Chapter One
I’ve imagined my wedding day since I was a little girl. Too young to understand love, but hooked on Disney princesses and all the dreams of happily ever after that come along with Cinderella and Snow White and Sleeping Beauty.
I wanted a beautiful dress, all white and wonderful. A veil with a tiara that sparkled on my head and made the thousands of people watching me walk down the aisle gasp and hold their hands to their heart and wipe tears of joy from their gleaming eyes. I dreamed of my prince, so handsome in his tuxedo, smiling at me as I floated towards him, carried by singing birds, or fluffy clouds, or some other ridiculous nonsense.
Turns out, real weddings aren’t like that.
Not at all.
I was under the impression that my wedding was going to be about Max and me, proclaiming our love for each other in front of the people who cared about us the most. And I thought planning it would be simple. We decide what we want and everyone is happy for us because it’s our day.
We want to get married on a beach, so everyone in our family says: Oh, what a wonderful idea!
We want to keep things small and intimate and so everyone in our family says: Of course! How lovely!
Is that even remotely the way things are going?
Hell no.
You really should get married in a church, says Mom. Formal weddings are so much more respectable.
Destination weddings are expensive, says Dad. It’s very selfish of you to expect us to take time off from work to travel. And pulling Charlie out of school…?
Are you dieting? You’ve got a dress and a bikini to fit into. I’d be dieting if I were you.
At least you don’t have to worry about being an old maid anymore.
What about your great aunt Sally? I know you haven’t seen her since you were six, but she’s going to be so offended if you don’t invite her…
And on.
And on.
And on.
And on.
It’s no wonder I’m a nervous wreck.
But, on the upside, all the barbed remarks from my parents have proven just exactly why Max is everything I have ever needed. For every doubt someone else plants in my head, he gives me a reason to trust my instincts and feel better about myself.
He loved the simplicity of a beach wedding and after I suggested it, we spent one whole week scouring maps of the coastal states and Googling favorite tourist destinations. Max was the one who found the town we eventually settled on. I wasn’t sold on it at first, but after hearing his explanations, I couldn’t be more excited about where we chose to get married.
It’s a small town in South Carolina. So small it barely exists. I can’t imagine there’s much to do there, which is why I kind of put up a fight when he first suggested it. But then Max explained why he loved it so much.
“First of all,” he said that night, pulling the phone with the million open search tabs of possible wedding locations out of my hands and kneeling in front of me. “Look at the name.”
“Bliss?” I remember wrinkling my nose and shrugging my shoulders.
“Yes. Bliss. Can you think of a better place to get married than a town called Bliss?” I remember the way he smiled and I remember the way he looked at me.
Open.
Honest.
Warm. His bullet blue eyes didn’t look like weapons that night while he kneeled in front of me. There was too much love in them to look even remotely dangerous.
“Well, when you put it that way, it’s actually really poetic.”
He had smiled and nodded before continuing. “But you know what else, Chelsea? Don’t you think the very fact that there’s nothing to do but lounge on the beach and drink and fuck makes this the most perfect place for us to get married? You need some down time. You need to unwind. You push way too hard, baby. I mean look at you, your shoulders are so tense they look like they’ll break if I touch you.”
And of course, everything he said was true. So true that tears stung my eyes. I remember just nodding, my voice caught in the emotion locked in my throat. Leave it to Max to plan something for the way I need it to be done, not the way I think it should be done.
When I asked him when he wanted to get married, he didn’t hesitate while he came up with an answer. He already knew.
“October,” he said. “That’s when I first met you, and that’s when I want to make you mine.”
It had all seemed so perfect at the time. I cried and hugged him and we planned the whole thing out the way we wanted it, my parents be damned. And in the months leading up to it all, I couldn’t have been more pleased with myself.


Task requirements: Go through the lines below and copy any that hold the string "Control".

Figure content listings:
___

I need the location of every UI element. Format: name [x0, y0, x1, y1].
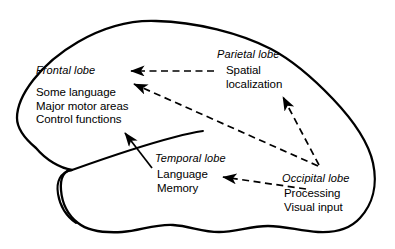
lobe-name-occipital: Occipital lobe	[282, 172, 349, 185]
lobe-label-occipital: Occipital lobe Processing Visual input	[282, 172, 349, 214]
lobe-function-item: Some language	[36, 86, 128, 100]
lobe-function-item: Spatial	[226, 64, 282, 78]
lobe-functions-parietal: Spatial localization	[217, 64, 282, 91]
lobe-function-item: Control functions	[36, 113, 128, 127]
lobe-functions-frontal: Some language Major motor areas Control …	[36, 86, 128, 127]
lobe-functions-temporal: Language Memory	[155, 168, 226, 195]
lobe-function-item: Processing	[284, 187, 349, 201]
brain-lobes-diagram: Frontal lobe Some language Major motor a…	[0, 0, 395, 249]
lobe-function-item: Memory	[157, 182, 226, 196]
lobe-name-frontal: Frontal lobe	[36, 64, 128, 77]
lobe-function-item: localization	[226, 78, 282, 92]
lobe-function-item: Visual input	[284, 201, 349, 215]
lobe-label-parietal: Parietal lobe Spatial localization	[217, 48, 282, 91]
lobe-function-item: Language	[157, 168, 226, 182]
lobe-name-parietal: Parietal lobe	[217, 48, 282, 61]
lobe-functions-occipital: Processing Visual input	[282, 187, 349, 214]
lobe-label-temporal: Temporal lobe Language Memory	[155, 152, 226, 195]
lobe-label-frontal: Frontal lobe Some language Major motor a…	[36, 64, 128, 127]
lobe-name-temporal: Temporal lobe	[155, 152, 226, 165]
lobe-function-item: Major motor areas	[36, 100, 128, 114]
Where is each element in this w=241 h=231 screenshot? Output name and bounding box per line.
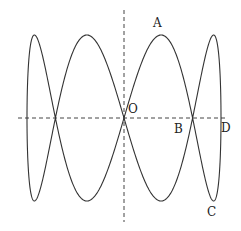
label-b: B [174, 122, 183, 136]
label-o: O [128, 102, 138, 116]
lissajous-diagram: A O B D C [0, 0, 241, 231]
label-c: C [207, 205, 216, 219]
label-d: D [221, 121, 231, 135]
label-a: A [152, 16, 162, 30]
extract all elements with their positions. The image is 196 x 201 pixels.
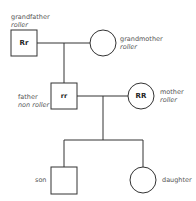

___

Exercise answer:
lobe-function-item: Control functions	[36, 113, 128, 127]
lobe-functions-frontal: Some language Major motor areas Control …	[36, 86, 128, 127]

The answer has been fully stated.